Nearly every Saturday for the past two months, I’ve watched — and listened to — dozens, sometimes hundreds, of demonstrators gather outside the Tesla showroom on El Camino Real. Their chants, signs and presence are a response to President Donald Trump and his administration’s controversial policies. It has become a regular ritual of resistance.
At the national level, the federal administration is shifting — and not subtly. Trump has long vilified the press, but now his rhetoric is morphing into policy. On Feb. 14, his office barred the Associated Press, one of the world’s most respected news agencies, from all presidential events. On May 1, the White House signed an Executive Order to defund National Public Radio and Public Broadcasting Service. He has labeled journalists as the “enemy of the people” and launched lawsuits against multiple news outlets. With press access curtailed, many Americans remain unaware of the devastating censorship of journalism.
Local journalism isn’t faring any better. Since 2005, the United States has lost one-third of its newspapers and two-thirds of its journalists. With each newsroom that shuts down, we lose more than information. We lose connection to our communities, our politics, and one another.
Our understanding of each other — and of the country we live in — is growing more polarized and detached from reality by the day. It’s no coincidence that the world’s strongest democracies, including Denmark and Sweden, also have the strongest free press.
From the very beginning of this country, local journalists have played a vital role in serving as educators, watchdogs and community-builders. The press does not exist just to bear witness: Effective, independent journalism establishes the conditions for honest pluralism, not unanimity, and public understanding of local issues. At the Midpeninsula Post, we write because we believe that news stories are important to our communities. We write because these stories deserve to be told with clarity and complexity, by reporters who approach them with curiosity and good faith.
I have spent many Tuesday evenings at 25 Churchill Avenue — the Palo Alto Unified District Office — taking notes, asking questions, and watching policy unfold in real time. The past academic year has brought record controversy, especially in light of California’s newly-mandated ethnic studies graduation requirement. Local community members have packed school board meetings, debating the nuances of curricula with a level of intensity I’ve rarely seen.
But isn’t that the point? Aren’t these deliberations, as repetitive and frustrating as they may be, how we move the needle toward a more equitable future?
These kinds of conversations are disappearing at the state and national levels. Across the country, states are rolling back reproductive rights, funneling families into detention centers and purging civil servants and veterans for political reasons. Our peers are losing autonomy over their bodies, their education and their futures. This is not the democracy we, our parents and those before them fought so hard to preserve. Without strong local journalism to shine a light on these infringements — without reporters holding school boards and state legislators to account — how many stories will go unheard?
Today, we have a republic. But what about tomorrow?
Those seeking to shape the future must first understand the world they’re trying to change. We must shed our habitual apathy and stand up for the country we claim to love. We must — in the legacy of journalists like Ida Tarbell, who took on the oil monopolies; Woodward and Bernstein, who exposed the Watergate scandal; and the reporters who brought Edward Snowden’s revelations to light — be the persistent and reinvigorating voices of the future. That starts with being informed and seeking truth, by listening to the lived experiences of others.
So, what can you do?
Subscribe to your local newspapers; more than ever, they could use your readership. Support student journalism — The Stanford Daily and local high school publications are producing thoughtful, high-impact reporting. Share stories that matter. Call out misinformation when you see it. Engage with the questions that these local journalists raise: A story is only as powerful as the people willing to hear it.
To our readers: Thank you. Your trust fuels everything we do. When there is a story to be told, we hope you’ll let us be the ones to tell it.
Please continue to support local journalism. Our democracy depends on it.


What is required | When you copy the data that follows, reproduce every word exactly and leave out the images.

══ Provided data ══

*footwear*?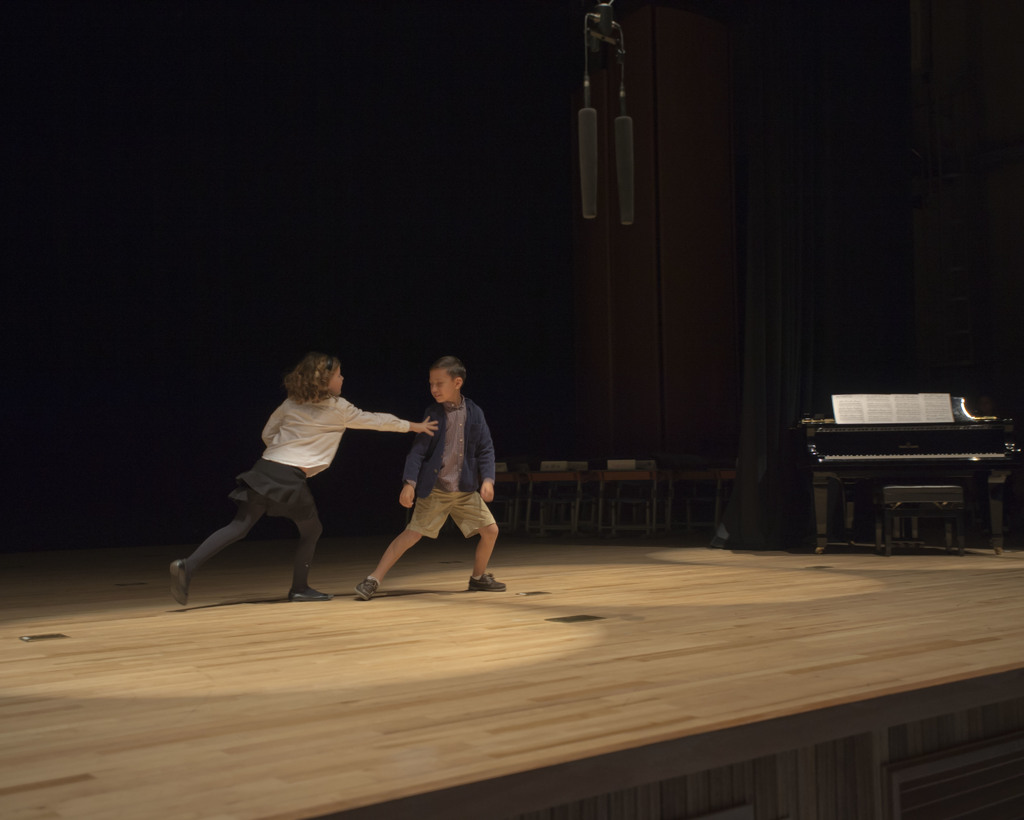
{"x1": 463, "y1": 571, "x2": 505, "y2": 593}
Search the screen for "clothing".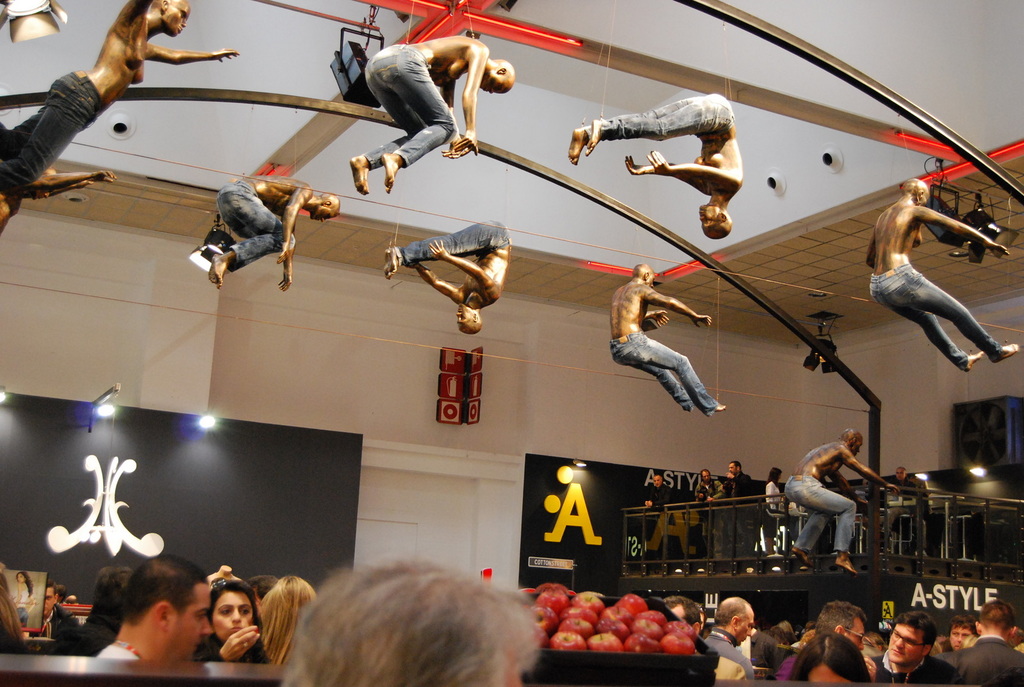
Found at left=694, top=479, right=726, bottom=558.
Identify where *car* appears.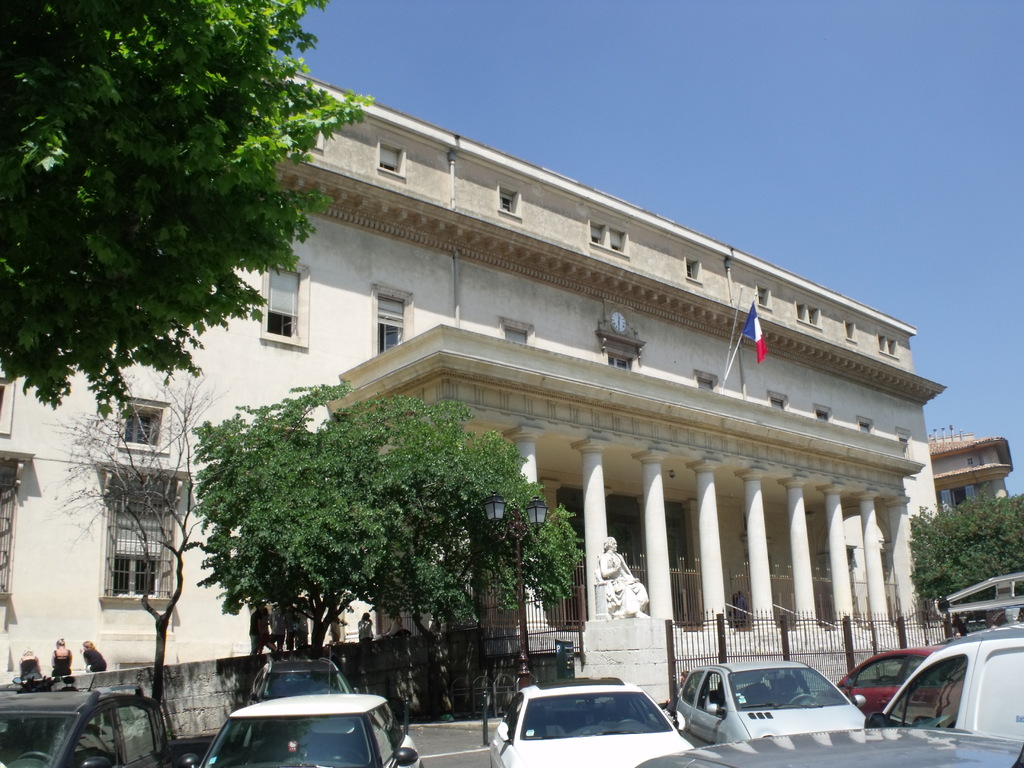
Appears at <bbox>486, 677, 692, 767</bbox>.
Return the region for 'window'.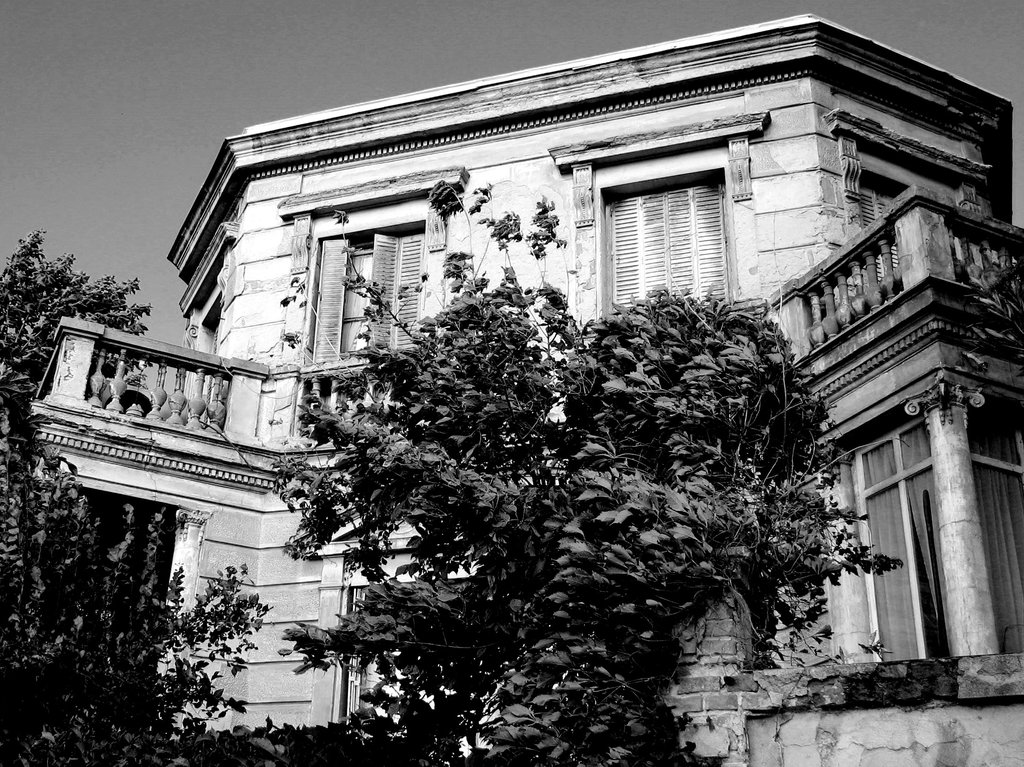
l=607, t=134, r=747, b=315.
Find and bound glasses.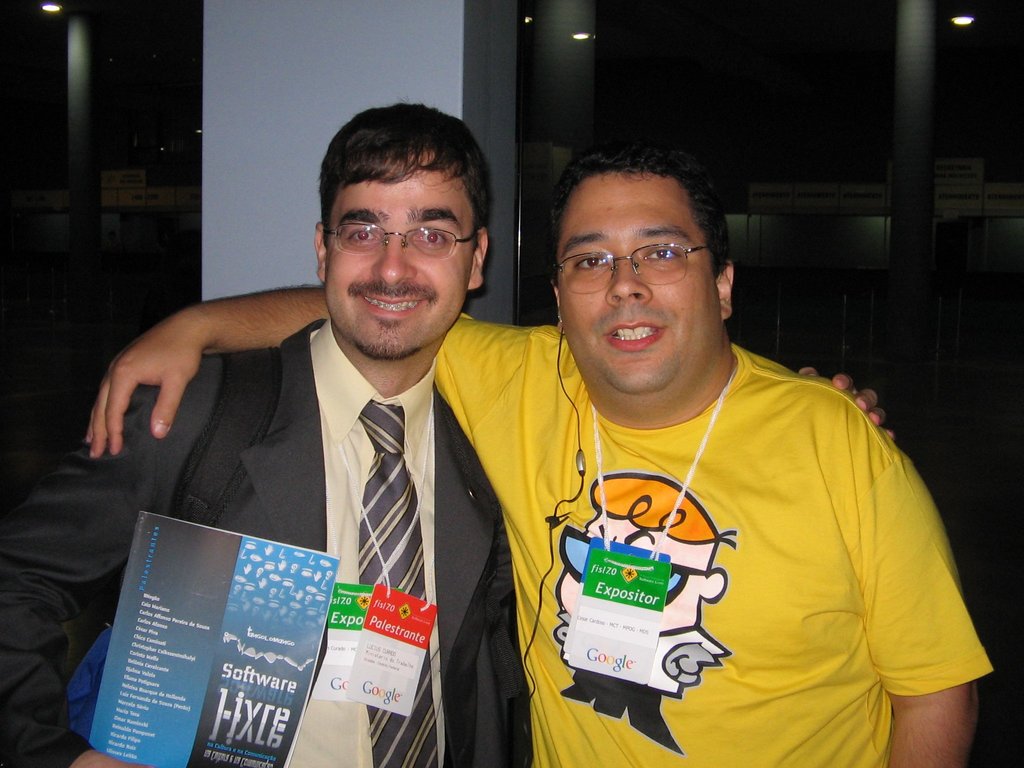
Bound: 326:220:476:257.
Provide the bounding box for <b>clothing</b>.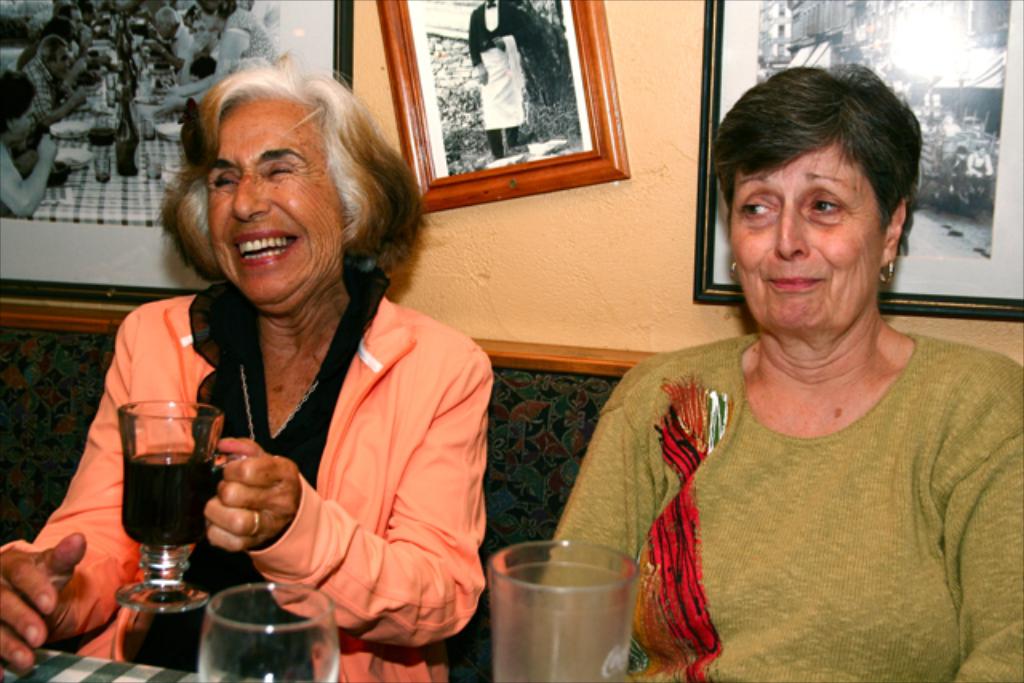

═══

Exercise result |
*footwear*?
{"x1": 463, "y1": 571, "x2": 505, "y2": 593}
Search the screen for "clothing".
Found at left=694, top=479, right=726, bottom=558.
Identify where *car* appears.
Appears at <bbox>486, 677, 692, 767</bbox>.
Return the region for 'window'.
l=607, t=134, r=747, b=315.
Find and bound glasses.
Bound: 326:220:476:257.
Provide the bounding box for <b>clothing</b>.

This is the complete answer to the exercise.